As the conflict with Iran nears three months, a parallel campaign is unfolding online — and observers say Iran is scoring unexpected wins in the information space.
Political satire and clever visuals have long been tools of influence, from wartime mockery to modern viral content. Experts say Tehran’s recent social media output blends humor, simple visuals and AI-assisted production to reach huge audiences at minimal cost.
Bret Schafer of the Institute for Strategic Dialogue, whose team analyzed Iranian activity on X in the first 50 days after the war began, says engagement surged dramatically. “We saw roughly a thirtyfold increase in views and likes on Iranian accounts,” he told reporters, noting that diplomatic profiles that traditionally get low reach suddenly drew millions of views.
One striking example: after a widely circulated image of former President Trump was posted online, the Iranian Embassy in Tajikistan posted a response video that amassed more than 24 million views — an audience size rarely seen for diplomatic channels. Schafer attributes that traction to the format and tone of the content, which favors shareable, easily consumed clips over long policy statements.
Much of the content leans into pop aesthetics and short-form storytelling. An account called Explosive Media, based in Tehran, has attracted attention by rendering political messages as Lego-style stop-motion scenes. When asked why Legos, a representative said through a translator that the blocks are “a universal language” that crosses cultures without words. Analysts suspect many of these clips are assembled with AI tools, lowering production cost and enabling rapid iteration.
That combination — engaging visuals, concise narratives and inexpensive AI production — helps messages travel. “If your goal is to weaken domestic support for the conflict in the U.S., point to economic costs and make it relatable,” Schafer said. “You don’t need a big budget. A creator with AI tools can do it. Propaganda has been democratized.”
Former U.S. official Jamie Rubin, who led the State Department’s Global Engagement Center before its funding was cut in 2024, warns the U.S. has lost institutional capacity to respond. “We had units designed to combat disinformation from Russia, China and Iran. That capability was dismantled,” he said. Rubin argues that effective information campaigns require a clear, compelling rationale, allied coordination and trusted messengers — elements he believes are lacking in the current U.S. approach to the Iran conflict.
Rubin also criticized the centralization of messaging inside the White House. “When every line, rebuttal or response has to be cleared at the top, you lose agility in the information war,” he said.
Washington did attempt early public-facing media — short videos mixing real footage with pop-culture clips drew hundreds of millions of views but were criticized as “gamifying” the conflict and were discontinued. Since then, official output has been sporadic and often more polemical than persuasive. The White House dismissed criticism of Iran’s propaganda success, saying U.S. military actions have severely degraded Iran’s capabilities and criticizing media coverage of Tehran’s posts.

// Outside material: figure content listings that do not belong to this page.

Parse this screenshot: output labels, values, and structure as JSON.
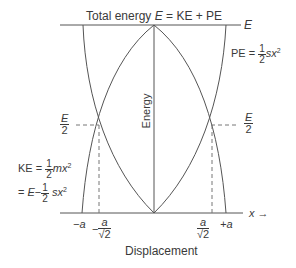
{
  "diagram": {
    "title": "Total energy",
    "title_eq_E": "E",
    "title_eq_rest": "= KE + PE",
    "top_line_label": "E",
    "pe_label_prefix": "PE =",
    "pe_num": "1",
    "pe_den": "2",
    "pe_suffix": "sx",
    "pe_exp": "2",
    "half_energy_left_num": "E",
    "half_energy_left_den": "2",
    "half_energy_right_num": "E",
    "half_energy_right_den": "2",
    "ke_label_prefix": "KE =",
    "ke_num": "1",
    "ke_den": "2",
    "ke_suffix": "mx",
    "ke_exp": "2",
    "ke_alt_prefix": "=",
    "ke_alt_E": "E",
    "ke_alt_minus": "−",
    "ke_alt_num": "1",
    "ke_alt_den": "2",
    "ke_alt_suffix": "sx",
    "ke_alt_exp": "2",
    "energy_axis_label": "Energy",
    "x_axis_label": "x",
    "x_arrow": "→",
    "tick_neg_a": "−a",
    "tick_neg_a_root2_sign": "−",
    "tick_neg_a_root2_num": "a",
    "tick_neg_a_root2_den": "2",
    "tick_pos_a_root2_num": "a",
    "tick_pos_a_root2_den": "2",
    "tick_pos_a": "+a",
    "sqrt_symbol": "√",
    "bottom_label": "Displacement"
  }
}
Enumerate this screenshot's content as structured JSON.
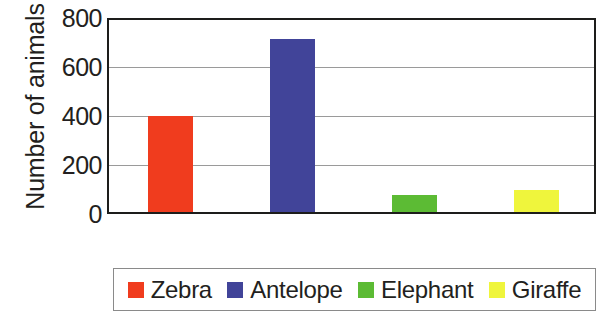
{
  "chart_data": {
    "type": "bar",
    "title": "",
    "xlabel": "",
    "ylabel": "Number of animals",
    "categories": [
      "Zebra",
      "Antelope",
      "Elephant",
      "Giraffe"
    ],
    "values": [
      400,
      720,
      70,
      90
    ],
    "ylim": [
      0,
      800
    ],
    "y_ticks": [
      0,
      200,
      400,
      600,
      800
    ],
    "y_tick_labels": [
      "0",
      "200",
      "400",
      "600",
      "800"
    ],
    "grid": true,
    "legend_position": "bottom",
    "series": [
      {
        "name": "Zebra",
        "value": 400,
        "color": "#f03c1e"
      },
      {
        "name": "Antelope",
        "value": 720,
        "color": "#414499"
      },
      {
        "name": "Elephant",
        "value": 70,
        "color": "#5cbb34"
      },
      {
        "name": "Giraffe",
        "value": 90,
        "color": "#eff53c"
      }
    ]
  },
  "legend": {
    "entries": [
      {
        "label": "Zebra",
        "color": "#f03c1e"
      },
      {
        "label": "Antelope",
        "color": "#414499"
      },
      {
        "label": "Elephant",
        "color": "#5cbb34"
      },
      {
        "label": "Giraffe",
        "color": "#eff53c"
      }
    ]
  },
  "axes": {
    "y_title": "Number of animals"
  },
  "colors": {
    "axis": "#1d1d1b",
    "gridline": "#9a9a9a",
    "legend_border": "#8a8a8a",
    "text": "#231f20",
    "background": "#ffffff"
  }
}
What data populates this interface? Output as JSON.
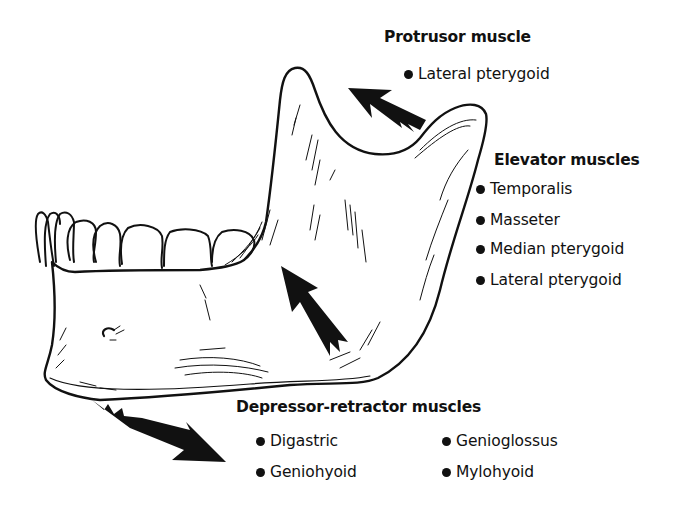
{
  "diagram": {
    "groups": [
      {
        "id": "protrusor",
        "heading": "Protrusor muscle",
        "items": [
          "Lateral pterygoid"
        ]
      },
      {
        "id": "elevator",
        "heading": "Elevator muscles",
        "items": [
          "Temporalis",
          "Masseter",
          "Median pterygoid",
          "Lateral pterygoid"
        ]
      },
      {
        "id": "depressor-retractor",
        "heading": "Depressor-retractor muscles",
        "items": [
          "Digastric",
          "Geniohyoid",
          "Genioglossus",
          "Mylohyoid"
        ]
      }
    ],
    "arrows": [
      {
        "name": "protrusor-arrow",
        "direction": "up-left",
        "location": "mandibular notch"
      },
      {
        "name": "elevator-arrow",
        "direction": "up-left",
        "location": "ramus"
      },
      {
        "name": "depressor-arrow",
        "direction": "down-right",
        "location": "below chin"
      }
    ],
    "colors": {
      "ink": "#111111",
      "background": "#ffffff"
    }
  }
}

Analysts note that effective propaganda rarely depends on factual accuracy. Allegations or insinuations — for example tying the conflict to other scandals or conspiracies — can take hold simply because they are repeated and feel plausible to some viewers.
The result is a crowded, fast-moving media environment where short, emotional pieces often outperform sober diplomatic messaging. For now, Iran’s approach — low-cost, high-shareability content amplified by AI and niche creators — appears to be winning attention. Observers say the larger question is whether that attention will translate into lasting shifts in public opinion or policy, and how the United States and its partners will rebuild the tools to compete in this evolving information space.